Oh, I know, you probably want to play in the football game. But just remember something that Ivan says in Brothers K: "everything is permitted." Dropping the ball? Permitted. Jumping offsides? Permitted. Fumbling the ball? Permitted. Running the wrong way? Permitted. Running and sacking your own quarterback? Permitted. What's permitted? Everything.
Learning Patience
Some days I have moments of despair. I'll be walking around, enjoying myself, and suddenly it creeps in: It's never really going to happen, is it? The Vikings are never really going to win a Super Bowl.
Sometimes there's a spark for these moments (like, say, a week one loss when your team's QB plays badly, and you start to wonder how many years before there will be a quarterback worthy to compliment Adrian Peterson). Sometimes it's nothing. But it happens.

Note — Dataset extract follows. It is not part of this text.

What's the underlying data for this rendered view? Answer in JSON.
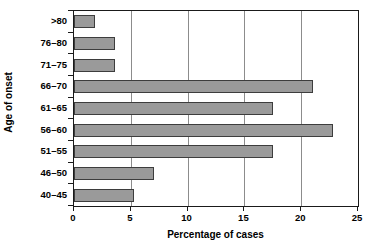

And I'm impatient. Every year I believe and hope the Vikes could win the Super Bowl this year, and I don't give that belief and hope up until they're eliminated from playoff contention. When I look back at the 00s, it becomes evident that I've been rooting for a mediocre team that hasn't won 10 games or a division title since 2000--it has never felt that way, because I've always been foolishly optimistic that this is the year.
Patience is a hard-won virtue, but it can be earned. I've lost a lot of weight in the past several months. I've always had the will to get healthier, but never the patience: a change to a healthy lifestyle takes days of waiting before feeling the results. But then for some reason, something clicked: I accepted that a change would require a long-term commitment, and now I'm 50 pounds lighter than I was before. I found the will to wait.

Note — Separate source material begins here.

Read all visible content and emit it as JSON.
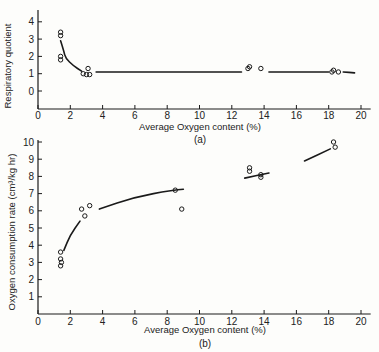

And now I'm trying to learn patience with the Vikings. I've lived most of the last decade with a weird sense of urgency for the Vikings. I want to see the Vikings win a Super Bowl now: I don't want to wait another stupid year. A sense of urgency is a good thing for a football team, but a terrible thing for a fan. To accept that the Vikings may or may not win a Super Bowl before I die, to live with the patient knowledge that such a transcendent joy is in the far distance and at any rate is not within my control, is difficult. It means accepting and enjoying those other parts of our lives that do bring us fulfillment (you know, maybe things like family, work, art, religion), even if the Vikings seem as if they can only bring us disappointment.

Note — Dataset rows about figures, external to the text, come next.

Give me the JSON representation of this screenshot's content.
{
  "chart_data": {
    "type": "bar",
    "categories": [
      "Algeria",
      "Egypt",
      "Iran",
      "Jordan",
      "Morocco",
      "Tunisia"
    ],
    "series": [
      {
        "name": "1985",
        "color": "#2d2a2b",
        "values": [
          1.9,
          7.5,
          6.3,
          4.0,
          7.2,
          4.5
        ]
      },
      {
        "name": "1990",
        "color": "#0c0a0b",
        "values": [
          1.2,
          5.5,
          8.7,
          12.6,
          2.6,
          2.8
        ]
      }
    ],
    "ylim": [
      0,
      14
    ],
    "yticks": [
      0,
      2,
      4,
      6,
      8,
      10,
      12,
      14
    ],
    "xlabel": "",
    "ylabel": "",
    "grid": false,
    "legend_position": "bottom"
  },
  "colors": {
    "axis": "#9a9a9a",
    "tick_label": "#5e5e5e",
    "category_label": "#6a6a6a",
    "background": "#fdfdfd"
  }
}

When will Flipper Anderson's record be broken?
Flipper Anderson has the single-game record for receiving yards in a game with 336. And when you look at the short list of receivers with 300 yards in a single game, your first thought might be "What?" and your second thought might be "Who are those guys?"
Even in a pass-happy league, this is one of those records that nobody ever seems to challenge: circumstances have to break just right for any receiver to even come close to that number.
Links
The defensive line has to play better (Pioneer Press).
Tarvaris Jackson has to be more consistent (Star Tribune).
Either the Colts or the Vikings will get some form of redemption this weekend (Shutdown Corner).